“I told my nephew of the great esteem our Emperor holds for you, Count Fenring,” the Baron said. And he thought: Mark him well, Feyd! A killer with the manners of a rabbit—this is the most dangerous kind.”

Frank Herbert

“He uses the nice old words so rich in tradition to be sure I know he means it.”

Frank Herbert

“Humans live best when each has his own place, when each knows where he belongs in the scheme of things. Destroy the place and destroy the person.”

Frank Herbert

“Now, motivational patterns are going to be similar among all espionage agents. That is to say: there will be certain types of motivation that are similar despite differing schools or opposed aims. You will study first how to separate this element for your analysis—in the beginning, through interrogation patterns that betray the inner orientation of the interrogators; secondly, by close observation of language-thought orientation of those under analysis. You will find it fairly simple to determine the root languages of your subjects, of course, both through voice inflection and speech pattern.”

Frank Herbert

“She had quoted a Bene Gesserit proverb to him: “When religion and politics travel in the same cart, the riders believe nothing can stand in their way. Their movement becomes headlong—faster and faster and faster. They put aside all thought of obstacles and forget that a precipice does not show itself to the man in a blind rush until it’s too late.” Paul”

Frank Herbert

“There should be a science of discontent. People need hard times to develop psychic muscles.

Frank Herbert

“I must rule with eye and claw — as the hawk among lesser birds. - Duke Leto Atreides”

Frank Herbert

“Men looked at their gods and their rituals and saw that both were filled with that most terrible of all equations: fear over ambition.”

Frank Herbert

“Greatness is a transitory experience. It is never consistent. It depends in part on the myth-making imagination of humankind. The person who experiences greatness must have a feeling for the myth he is in. He must reflect what is projected upon him.”

Frank Herbert

“At the age of fifteen, he had already learned silence.”

Frank Herbert

“Paul sat down where Hawat had been, straightened the papers. One more day here, he thought. He looked around the room. We’re leaving. The idea of departure was suddenly more real to him than it had ever been before. He recalled another thing the old woman had said about a world being the sum of many things—the people, the dirt, the growing things, the moons, the tides, the suns—the unknown sum called nature, a vague summation without any sense of the now. And he wondered: What is the now?” 

Frank Herbert

“TO THE LADY JESSICA- May this place give you as much pleasure as it has given me. Please permit the room to convey a lesson we learned from the same teachers: the proximity of a desirable thing tempts one to overindulgence. On that path lies danger.  My kindest wishes, MARGOT LADY FENRING”

Frank Herbert

“And the price we paid was the price men have always paid for achieving a paradise in this life—we went soft, we lost our edge.”

Frank Herbert

“He who controls the spice controls the universe.”

Frank Herbert

“It is said in the desert that possession of water in great amount can inflict a man with fatal carelessness.”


**WHAT THE TASK ASKS:**
Keep only those lines of the records that include the string "trough".

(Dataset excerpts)
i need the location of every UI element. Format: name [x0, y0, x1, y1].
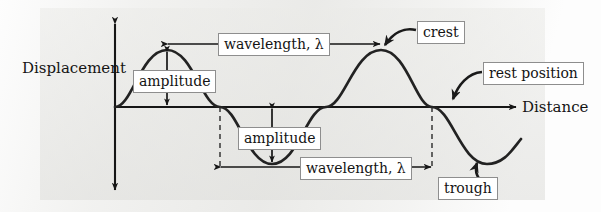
label-crest: crest: [417, 21, 465, 44]
label-trough: trough: [438, 177, 498, 200]
wave-figure-graphics: [0, 0, 601, 212]
label-wavelength-top: wavelength, λ: [218, 33, 330, 56]
label-wavelength-bottom: wavelength, λ: [300, 157, 412, 180]
rest-position-callout-arrow: [453, 72, 482, 99]
y-axis-label: Displacement: [22, 61, 126, 76]
label-rest-position: rest position: [483, 62, 584, 85]
x-axis-label: Distance: [522, 100, 588, 115]
wave-diagram: Displacement Distance wavelength, λ wave…: [0, 0, 601, 212]
crest-callout-arrow: [385, 29, 416, 45]
label-amplitude-crest: amplitude: [133, 70, 216, 93]
label-amplitude-trough: amplitude: [238, 127, 321, 150]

**TASK RESPONSE:**
label-trough: trough: [438, 177, 498, 200]
label-amplitude-trough: amplitude: [238, 127, 321, 150]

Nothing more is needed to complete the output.